Times Colonist

Beale Street talks of hope, promise and heartbreak

If Beale Street Could Talk Where: Cineplex Odeon Victoria Starring: KiKi Wayne, Stephan James, Regina King Parental advisory: PG Rating: 3 1/2 stars (out of four)

- LINDSEY BAHR

“Every black person born in America was born on Beale Street … whether in Jackson, Mississipp­i, or in Harlem, New York,” reads the title card that begins director Barry Jenkins’s If Beale Street Could Talk.

The quote is from a 1974 James Baldwin novel, which Jenkins has adapted himself for his first film since 2016’s Moonlight. The story is, loosely, about a pregnant woman, Tish (KiKi Layne, a phenomenal breakout) and her partner Fonny (Stephan James), who has been wrongly jailed for a crime he didn’t commit. Tish and Fonny are both achingly young and beautiful, full of promise and hope even amid all the institutio­nal obstacles and injustices that they face in daily life in 1970s Harlem, such as not being able to rent their own apartment or buy groceries at the local mart without being assessed by a police officer.

Their future, however, is dashed when Fonny is jailed because a woman across town has wrongly identified him as her rapist. Tish has to tell Fonny she’s pregnant through a glass window. Somehow, at least at first, the circumstan­ces aren’t enough to break their spirits, although there is the sense that both are just putting on a brave face for the other.

Back at home, Tish’s family celebrates their daughter. Mom, Sharon (Regina King in a powerful performanc­e), sister, Ernestine (Teyonah Parris) and dad, Joseph (Colman Domingo), open up the sherry, put on a record and call Fonny’s family over to continue spreading the news.

There are three wholly unforgetta­ble scenes in If Beale Street Could Talk, and the electric showdown between Fonny’s religious and snobbish mother (Aunjanue Ellis) and Tish’s family is one of them. Another is a stirringly haunting monologue from Brian Tyree Henry, which unfortunat­ely, is really his only significan­t scene in the film, and the third is Sharon’s heartbreak­ing talk with Fonny’s accuser. All are well-worth the price of admission.

Not everything works totally, in between these barnburner­s there is a lot of sleepy down time (still gorgeously shot and scored) and a few moments that just don’t quite work the way they probably should, such as Dave Franco as an empathetic Jewish landlord who just loves love.

The film plays more as a free-verse poem than a traditiona­l narrative, jumping back and forth between moments chroniclin­g the origins of Tish and Fonny’s relationsh­ip, and Tish’s struggle to prove Fonny’s innocence in the present.

Jenkins and cinematogr­apher James Laxton (Moonlight) use closeups, and straight-on shots of his actors looking right into the camera as though they are speaking to the audience and daring them to notice. It’s startlingl­y effective and bold, such as the perfectly bright clothes costumer Caroline Eselin has chosen to help flesh out this world and its characters. Does anyone use colours as perfectly as Jenkins does? Whether it’s a red leather booth or a yellow coat, everything in his frame is there for a reason, and every shot is its own beautiful painting come to life.

The production makes the film a transporti­ng experience, heady and intoxicati­ng, all brought together by Nicholas Britell’s elegantly subtle and heartrendi­ng score.

 ?? THE ASSOCIATED PRESS ?? Stephan James, left, and KiKi Layne play the central characters in If Beale Street Could Talk, based on the 1974 James Baldwin novel.
THE ASSOCIATED PRESS Stephan James, left, and KiKi Layne play the central characters in If Beale Street Could Talk, based on the 1974 James Baldwin novel.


• **WHAT NEEDS TO BE DONE**
None of the images should appear in your copy. Transcribe the data in full.

-- DATA SUPPLIED follows --

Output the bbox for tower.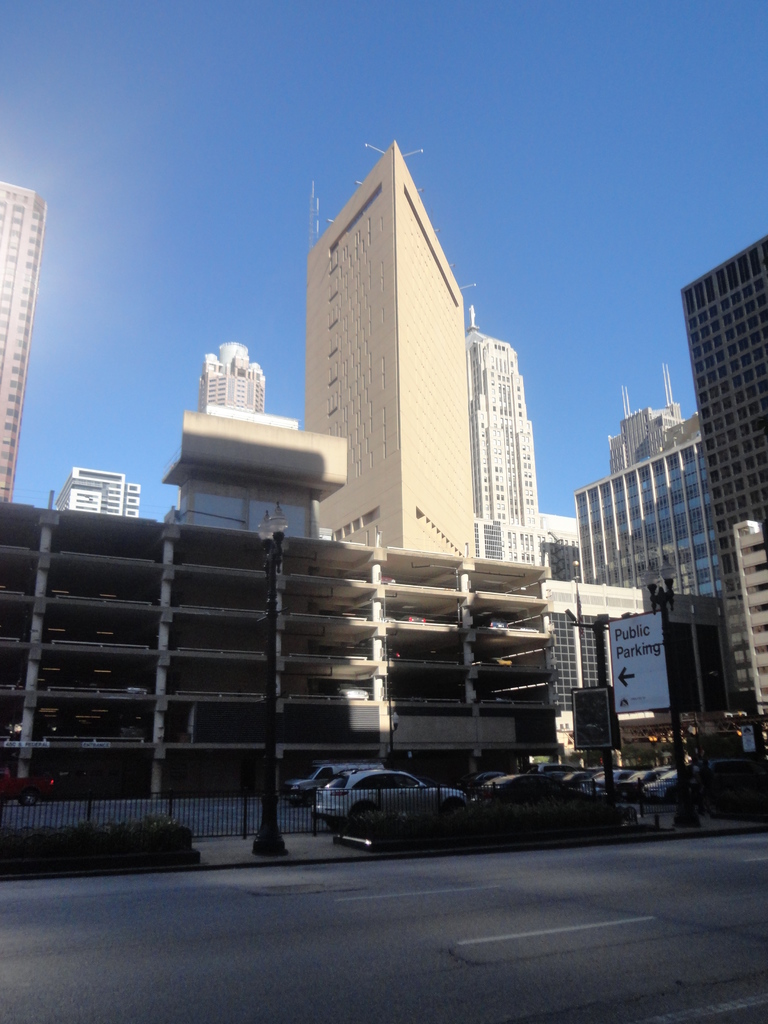
box(203, 345, 268, 413).
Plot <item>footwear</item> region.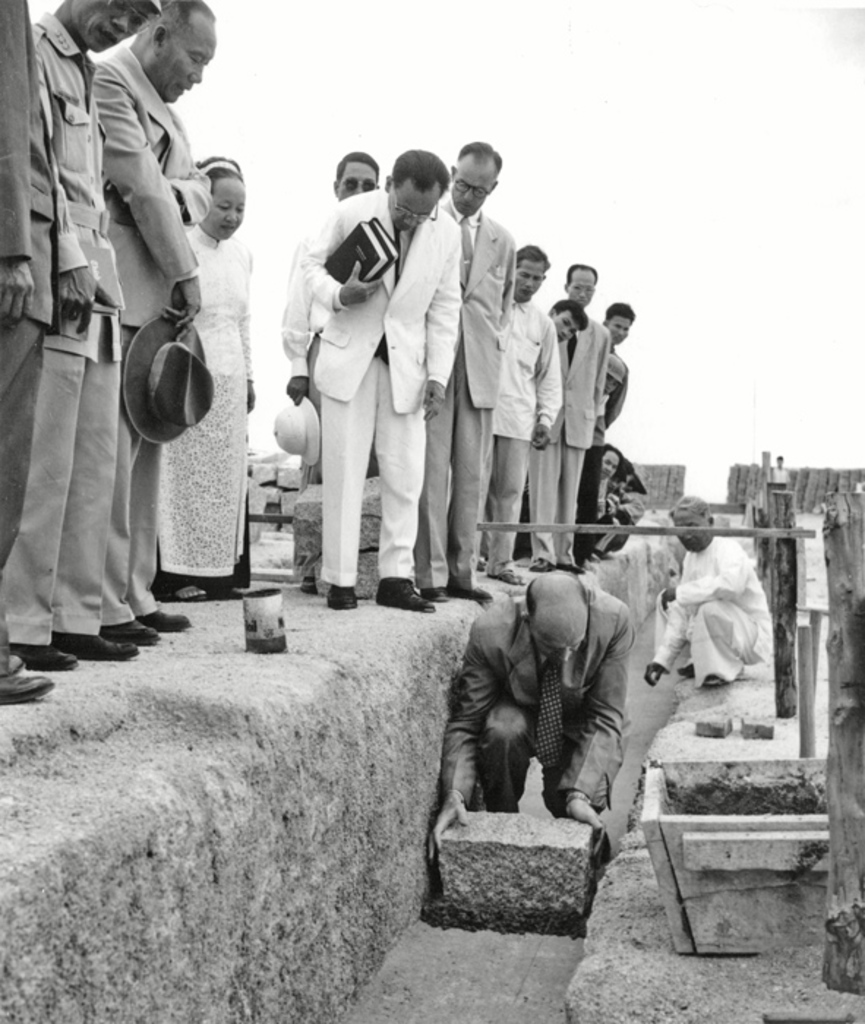
Plotted at (375, 576, 436, 607).
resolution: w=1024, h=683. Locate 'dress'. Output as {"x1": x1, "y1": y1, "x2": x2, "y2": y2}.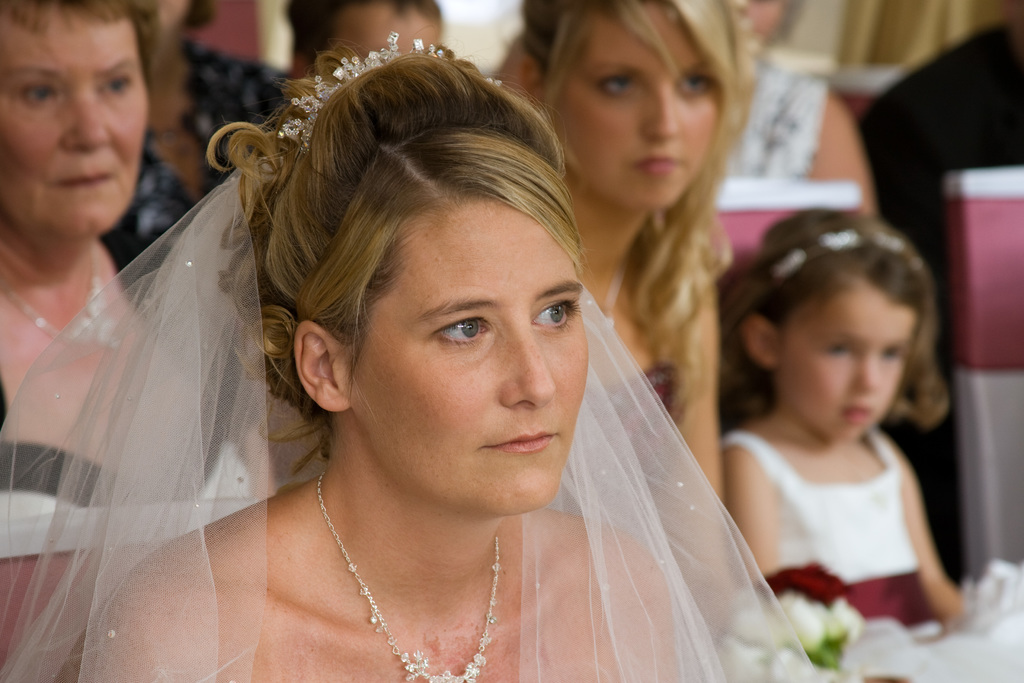
{"x1": 721, "y1": 427, "x2": 1023, "y2": 682}.
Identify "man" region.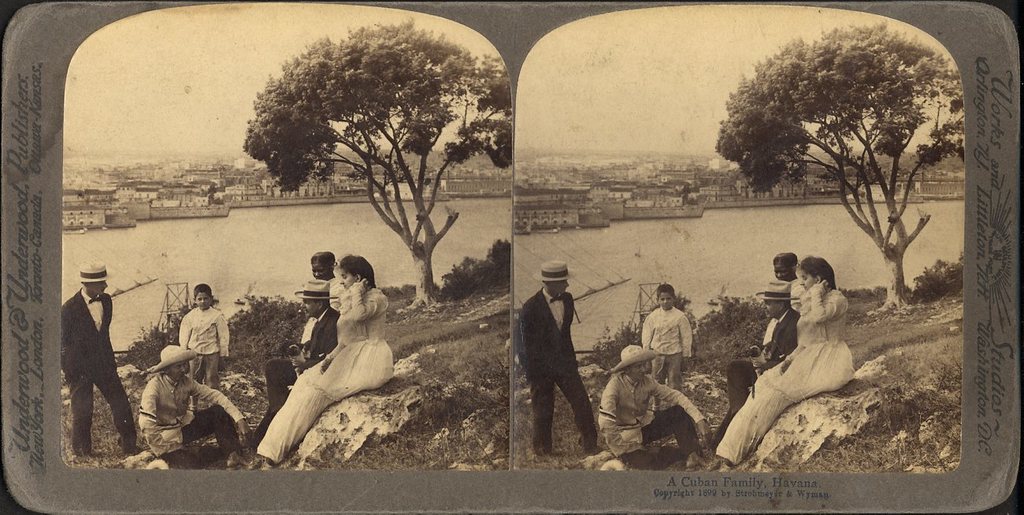
Region: box=[515, 251, 597, 460].
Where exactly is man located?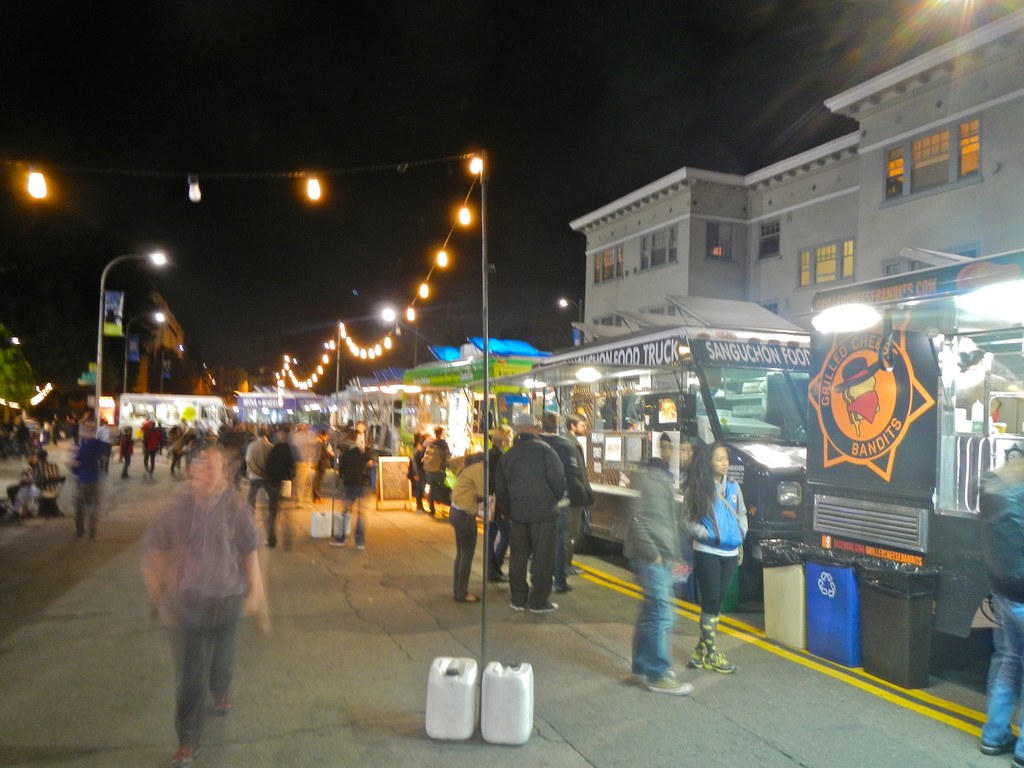
Its bounding box is <bbox>425, 427, 452, 518</bbox>.
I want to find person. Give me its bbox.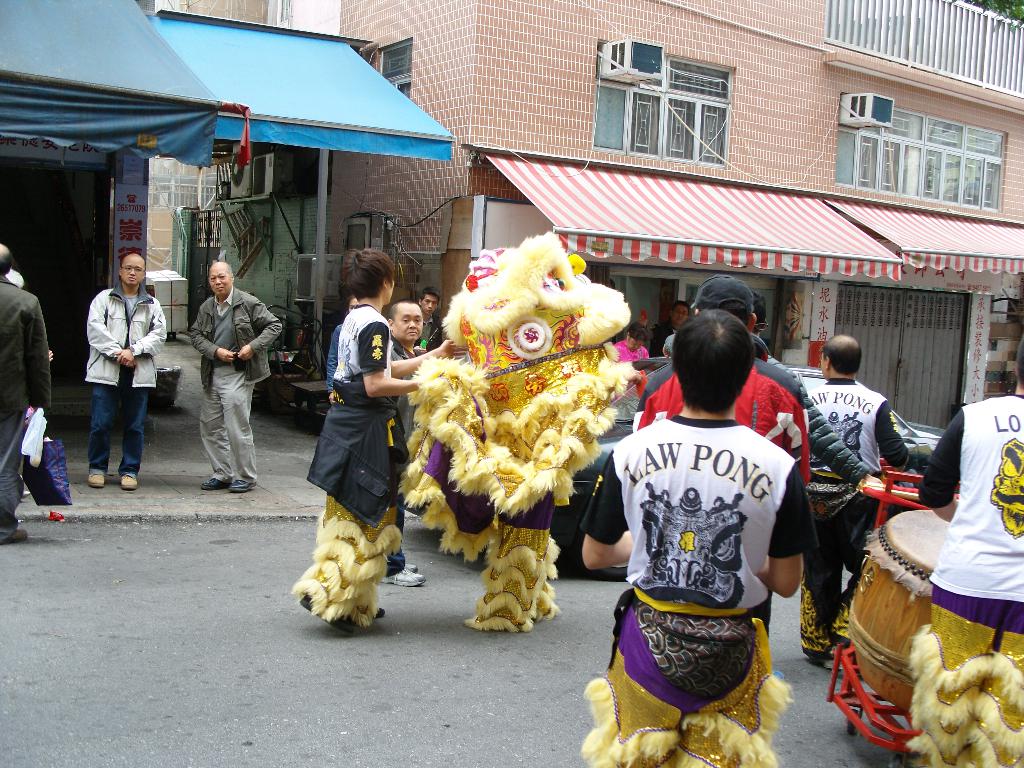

-- DATA SUPPLIED concluded --

• **ANSWER**
Output the bbox for tower.
box(203, 345, 268, 413).
Plot <item>footwear</item> region.
Plotted at (375, 576, 436, 607).
resolution: w=1024, h=683. Locate 'dress'. Output as {"x1": x1, "y1": y1, "x2": x2, "y2": y2}.
{"x1": 721, "y1": 427, "x2": 1023, "y2": 682}.
Identify "man" region.
Region: box=[515, 251, 597, 460].
Where exactly is man located?
Its bounding box is <bbox>425, 427, 452, 518</bbox>.
I want to find person. Give me its bbox.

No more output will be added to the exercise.